‘I Want To Be A Teen Entrepreneur But The Government Won’t Let Me’

In January, Harry Johnson decided to jump on a plane to San Francisco to pursue his start-up dreams.
It’s a narrative we hear often in the Australian start-up sector, with our best and brightest swapping Silicon Beach for Silicon Valley in hopes of better investment opportunities and catching that big break. But Johnson’s motivations are different. In Australia, young start-up founders can’t incorporate a company until they turn 18.

Teen image from Shutterstock

Johnson turned 18 just this week, but by then it was too late for the eager entrepreneur: he’d already dropped out of school and got the ball rolling to set up his company — a location tracking app called Wombat, which swaps always-on GPS for text messaging technology to keep battery usage to a minimum — in the US.

Out of principle, he says he won’t be incorporating his company in Australia until the rules change.

“I tried to find ways to get past the issue,” Johnson explains.

“I tried to look for a co-founder [18 years or over] but the ones I wanted I couldn’t get and the ones who I could get I didn’t really want.”

While at least one company director must be 18 years old or over to register a company in Australia, in the UK the minimum age is just 16.

In the US, company law differs from state to state. Some have minimum age requirements, while others — including California, where start-up dreams are made — have none.

Johnson says registering a company in his name will help considerably when talking to investors, many of whom won’t engage with sole traders.

A company structure also takes the burden of financial liability off the founding individual. That’s a key ingredient in the high-risk tech start-up sector, where a more holistic attitude to failure can encourage innovation.

Johnson is not alone in his frustrations. Sixteen-year-old Rafe Skidmore co-founded Stickasmile, which aims to bring happiness to the world — particularly to teenagers — through channels including social media, smiley stickers and merchandise.

He wants to register Stickasmile as a not-for-profit so he can use donations from its growing supporter base to fund the project, rather than his own money.

“If the government could change this [age restriction] I think there would be a heap more start-ups in Australia,” he says.

“It would encourage young people. I know heaps of people my age who have ideas to start companies.”
Fellow Glenaeon Steiner School student Harrison Shoebridge, 17, founded a coding club for Sydney kids called Hack Lab.

Harrison says he used to have to use his dad’s name when submitting the iPhone apps he created to the Apple App Store. He found the experience off-putting and says he would have been “way more productive” in his coding pursuits if he hadn’t been made to jump through hoops.

“In my eyes it pretty much sends the signal of ‘You’re not good enough to do this by yourself until you are 18’,” he says.

Harrison believes the message the age restriction sends to young people about entrepreneurship is “very contradictory” to the government’s National Innovation and Science Agenda, announced in December.

Federal assistant minister for innovation Wyatt Roy says the age restriction is worthy of further consideration. However, the government currently has no formal plans to address it.

Roy says he became aware of the issue after speaking with 11-year-old entrepreneur William Grame, who invented a prototype of a diabetes test-strip disposal unit.

“I’m not suggesting company directors as young as Will, but at the very least we should have a look at what other countries are doing,” the minister says.

Victorian minister for innovation Philip Dalidakis also says there would be “positives in such a change”. However, any change to age restrictions on company directors will need to happen at the federal level.

William Grame was able to appoint family members as co-chief executives of his company, Diabetes Domination. Not all ambitious kids necessarily have that level of support at home or elsewhere to help their bright ideas grow, however.

Victor Zhang, co-founder of not-for-profit organisation Generation Entrepreneur, which supports and encourages high school students who want to start their own ventures, says the age limitation can discourage young people from incorporating companies altogether, or to find loopholes — like shifting their business overseas.

According to the national start-up industry survey StartupMuster, nearly one in five start-ups is considering a move overseas, while one in four is considering a capital raising overseas in the future.
Zhang says support for school aged entrepreneurs is growing in Australia but remains missing from the government’s recent investments in innovation and entrepreneurship.

“There is almost nothing in the high school sector helping young entrepreneurs,” he says.
StartupMuster statistics show teenagers make up just a small portion — 1.3 per cent — of Australia’s start-up community.

However StartupMuster chief executive Monica Wulff says that number could grow if impediments such as company age requirements were removed.

“I think there is an opportunity to delve further into that,” she says.

“I can really understand the frustration young entrepreneurs would have if they were able to get through other barriers in the whole start-up development process — only to have the last hurdle be a tax or legal issue of this nature. It is saddening,” Wulff says.

Peter Bradd, founding director and chairman at StartupAUS, says the industry advocacy body “definitely wants to see more kids exposed to entrepreneurship at a young age”, and sees “no reason” why capable young people like Harry, Harrison and Rafe shouldn’t be able to start a company.

“It’s part of the cultural change Australia needs,” he says.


* Problem to solve: Please set down every entry again exactly as it stands, without the pictures.

* Supplied information:
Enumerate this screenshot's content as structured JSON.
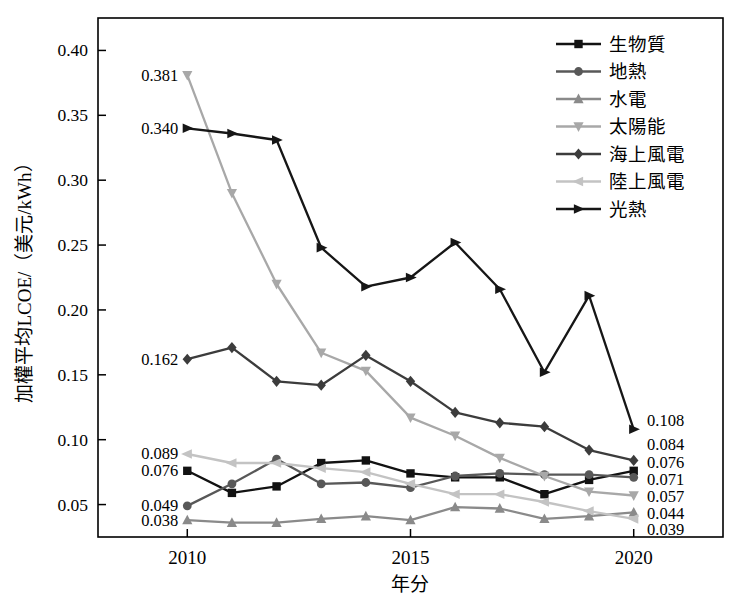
{
  "figure": {
    "background": "#ffffff",
    "axis_color": "#000000"
  },
  "chart_data": {
    "type": "line",
    "title": "",
    "xlabel": "年分",
    "ylabel": "加權平均LCOE/（美元/kWh）",
    "x": [
      2010,
      2011,
      2012,
      2013,
      2014,
      2015,
      2016,
      2017,
      2018,
      2019,
      2020
    ],
    "xlim": [
      2008,
      2022
    ],
    "ylim": [
      0.025,
      0.425
    ],
    "xtick_values": [
      2010,
      2015,
      2020
    ],
    "xtick_labels": [
      "2010",
      "2015",
      "2020"
    ],
    "ytick_values": [
      0.05,
      0.1,
      0.15,
      0.2,
      0.25,
      0.3,
      0.35,
      0.4
    ],
    "ytick_labels": [
      "0.05",
      "0.10",
      "0.15",
      "0.20",
      "0.25",
      "0.30",
      "0.35",
      "0.40"
    ],
    "grid": false,
    "legend_position": "top-right",
    "series": [
      {
        "id": "biomass",
        "name": "生物質",
        "marker": "square",
        "color": "#121212",
        "values": [
          0.076,
          0.059,
          0.064,
          0.082,
          0.084,
          0.074,
          0.071,
          0.071,
          0.058,
          0.069,
          0.076
        ],
        "start_label": "0.076",
        "end_label": "0.076"
      },
      {
        "id": "geothermal",
        "name": "地熱",
        "marker": "circle",
        "color": "#585858",
        "values": [
          0.049,
          0.066,
          0.085,
          0.066,
          0.067,
          0.063,
          0.072,
          0.074,
          0.073,
          0.073,
          0.071
        ],
        "start_label": "0.049",
        "end_label": "0.071"
      },
      {
        "id": "hydro",
        "name": "水電",
        "marker": "triangle-up",
        "color": "#8a8a8a",
        "values": [
          0.038,
          0.036,
          0.036,
          0.039,
          0.041,
          0.038,
          0.048,
          0.047,
          0.039,
          0.041,
          0.044
        ],
        "start_label": "0.038",
        "end_label": "0.044"
      },
      {
        "id": "solar-pv",
        "name": "太陽能",
        "marker": "triangle-down",
        "color": "#a8a8a8",
        "values": [
          0.381,
          0.29,
          0.22,
          0.167,
          0.153,
          0.117,
          0.103,
          0.086,
          0.072,
          0.06,
          0.057
        ],
        "start_label": "0.381",
        "end_label": "0.057"
      },
      {
        "id": "offshore-wind",
        "name": "海上風電",
        "marker": "diamond",
        "color": "#3c3c3c",
        "values": [
          0.162,
          0.171,
          0.145,
          0.142,
          0.165,
          0.145,
          0.121,
          0.113,
          0.11,
          0.092,
          0.084
        ],
        "start_label": "0.162",
        "end_label": "0.084"
      },
      {
        "id": "onshore-wind",
        "name": "陸上風電",
        "marker": "triangle-left",
        "color": "#c3c3c3",
        "values": [
          0.089,
          0.082,
          0.082,
          0.078,
          0.075,
          0.066,
          0.058,
          0.058,
          0.052,
          0.045,
          0.039
        ],
        "start_label": "0.089",
        "end_label": "0.039"
      },
      {
        "id": "csp",
        "name": "光熱",
        "marker": "triangle-right",
        "color": "#161616",
        "values": [
          0.34,
          0.336,
          0.331,
          0.248,
          0.218,
          0.225,
          0.252,
          0.216,
          0.152,
          0.211,
          0.108
        ],
        "start_label": "0.340",
        "end_label": "0.108"
      }
    ]
  }
}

* Exercise response:
Enumerate this screenshot's content as structured JSON.
{
  "figure": {
    "background": "#ffffff",
    "axis_color": "#000000"
  },
  "chart_data": {
    "type": "line",
    "title": "",
    "xlabel": "年分",
    "ylabel": "加權平均LCOE/（美元/kWh）",
    "x": [
      2010,
      2011,
      2012,
      2013,
      2014,
      2015,
      2016,
      2017,
      2018,
      2019,
      2020
    ],
    "xlim": [
      2008,
      2022
    ],
    "ylim": [
      0.025,
      0.425
    ],
    "xtick_values": [
      2010,
      2015,
      2020
    ],
    "xtick_labels": [
      "2010",
      "2015",
      "2020"
    ],
    "ytick_values": [
      0.05,
      0.1,
      0.15,
      0.2,
      0.25,
      0.3,
      0.35,
      0.4
    ],
    "ytick_labels": [
      "0.05",
      "0.10",
      "0.15",
      "0.20",
      "0.25",
      "0.30",
      "0.35",
      "0.40"
    ],
    "grid": false,
    "legend_position": "top-right",
    "series": [
      {
        "id": "biomass",
        "name": "生物質",
        "marker": "square",
        "color": "#121212",
        "values": [
          0.076,
          0.059,
          0.064,
          0.082,
          0.084,
          0.074,
          0.071,
          0.071,
          0.058,
          0.069,
          0.076
        ],
        "start_label": "0.076",
        "end_label": "0.076"
      },
      {
        "id": "geothermal",
        "name": "地熱",
        "marker": "circle",
        "color": "#585858",
        "values": [
          0.049,
          0.066,
          0.085,
          0.066,
          0.067,
          0.063,
          0.072,
          0.074,
          0.073,
          0.073,
          0.071
        ],
        "start_label": "0.049",
        "end_label": "0.071"
      },
      {
        "id": "hydro",
        "name": "水電",
        "marker": "triangle-up",
        "color": "#8a8a8a",
        "values": [
          0.038,
          0.036,
          0.036,
          0.039,
          0.041,
          0.038,
          0.048,
          0.047,
          0.039,
          0.041,
          0.044
        ],
        "start_label": "0.038",
        "end_label": "0.044"
      },
      {
        "id": "solar-pv",
        "name": "太陽能",
        "marker": "triangle-down",
        "color": "#a8a8a8",
        "values": [
          0.381,
          0.29,
          0.22,
          0.167,
          0.153,
          0.117,
          0.103,
          0.086,
          0.072,
          0.06,
          0.057
        ],
        "start_label": "0.381",
        "end_label": "0.057"
      },
      {
        "id": "offshore-wind",
        "name": "海上風電",
        "marker": "diamond",
        "color": "#3c3c3c",
        "values": [
          0.162,
          0.171,
          0.145,
          0.142,
          0.165,
          0.145,
          0.121,
          0.113,
          0.11,
          0.092,
          0.084
        ],
        "start_label": "0.162",
        "end_label": "0.084"
      },
      {
        "id": "onshore-wind",
        "name": "陸上風電",
        "marker": "triangle-left",
        "color": "#c3c3c3",
        "values": [
          0.089,
          0.082,
          0.082,
          0.078,
          0.075,
          0.066,
          0.058,
          0.058,
          0.052,
          0.045,
          0.039
        ],
        "start_label": "0.089",
        "end_label": "0.039"
      },
      {
        "id": "csp",
        "name": "光熱",
        "marker": "triangle-right",
        "color": "#161616",
        "values": [
          0.34,
          0.336,
          0.331,
          0.248,
          0.218,
          0.225,
          0.252,
          0.216,
          0.152,
          0.211,
          0.108
        ],
        "start_label": "0.340",
        "end_label": "0.108"
      }
    ]
  }
}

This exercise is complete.